Reiter no Reflection of White Namibians’ Heritage

I STRONGLY disagree with some of the claims made about the moving of the horse and rider statue (the Reiterdenkmal) contained in your newspaper of 7 January 2014.

• Hugh Ellis

Filemon Iiyambo claims that the removal of the Reiterdenkmal is a “blotting out” of history. I couldn’t disagree more. It is the correction of a misrepresentation of history. Namibia’s colonial history was incredibly brutal. It involved the slaughter of thousands of Namibian men, women and children, whose only crime was to resist the wholesale robbery of their country.

The Reiterdenkmal does not portray these people; it is not a memorial to them. It only shows the “acceptable” face of colonialism, the man on a horse in a smart military uniform. It does not show the Herero and Nama prisoners of war who died in concentration camps like Shark Island. It does not show the German soldiers posing for photographs next to the corpses of Herero war dead (many of these pictures can still be found in Namibia’s national archives). It does not show the skulls of victims of colonial war which were shipped off to Europe for dubious ‘scientific’ tests. If we are to deal with the skeletons of the past in Namibian society, the Reiterdenkmal is not going to help us do it, because it only shows one side, the so-called “good” side, or at least the sanitised side, of our colonial past.

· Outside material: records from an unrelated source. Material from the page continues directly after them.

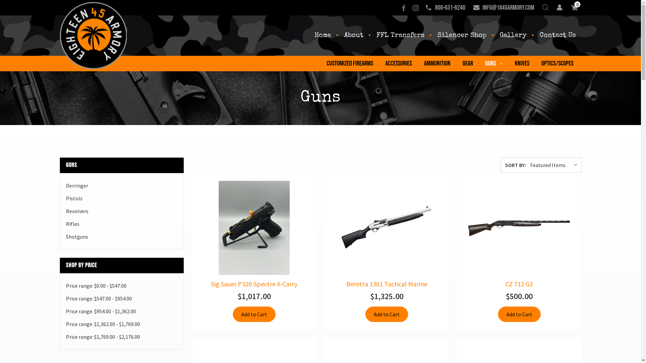 Image resolution: width=646 pixels, height=363 pixels. Describe the element at coordinates (122, 224) in the screenshot. I see `Rifles` at that location.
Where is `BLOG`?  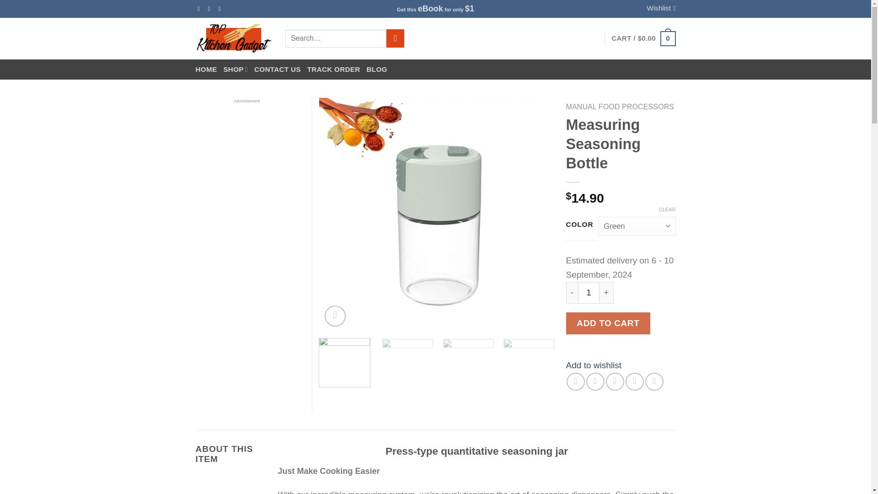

Where I agree with Iiyambo, is that a genocide monument to replace the Reiterdenkmal must be constructed by Namibians so that it represents all those victims of colonialism, and truly deals with our historical skeletons. Koreans or Chinese, despite no doubt having our best interests at heart, simply do not have the depth of feeling on this issue to get it right.

Andreas Vogt claims the Reiterdenkmal is the German community’s heritage, and they have a right to have it preserved. What he does not say is that German-Namibian heritage is so much more than the colonial soldier. It is also the German-Namibian lawyers who defended freedom fighters in court. It is the young men (admittedly few in number) who bravely refused military service in the SADF [South African Defence Force], knowing that the alternatives were prison and exile.

What about the Germans who spoke out against colonialism in the Imperial Reichstag, and those who later denounced apartheid in the West German federal parliament? The group of German and Afrikaans Namibian businesspeople who in the 1980s publically called for a South African withdrawal in line with UN resolutions? If Vogt is so concerned about “preserving German heritage” I fail to understand why does he not also want some of these people remembered in bronze.

More broadly, I cannot comprehend why a section of Namibian white society is so concerned about honouring those of its members who were, it must be said, on the wrong side of history. Nor why it sees its “heritage” only in terms of colonial conquerors and not any other members of this very diverse community.

As Iiyambo rightly points out, changing statues by itself will not provide education, health care or jobs. But neither can we expect to develop a country on the basis of mental slavery. Referring to paintings of white, blond-haired, blue-eyed Jesuses, Malcolm X once said, “a black child will never respect a black father as long as he has a white father on the wall”.

In the same way, I’d argue that by only showing Namibian children the “acceptable” face of colonialism that the Reiterdenkmal represents, we are setting them up to be in thrall to white European conquerors (whether colonial soldiers or officials of the International Monetary Fund), and to be unaware of the human cost of these conquests. Those who don’t know their history – their real history, not a sanitised version – are, after all, in danger of repeating it.

* Hugh Ellis is a lecturer in journalism and communication technology at the Polytechnic of Namibia. The views he expresses are personal views.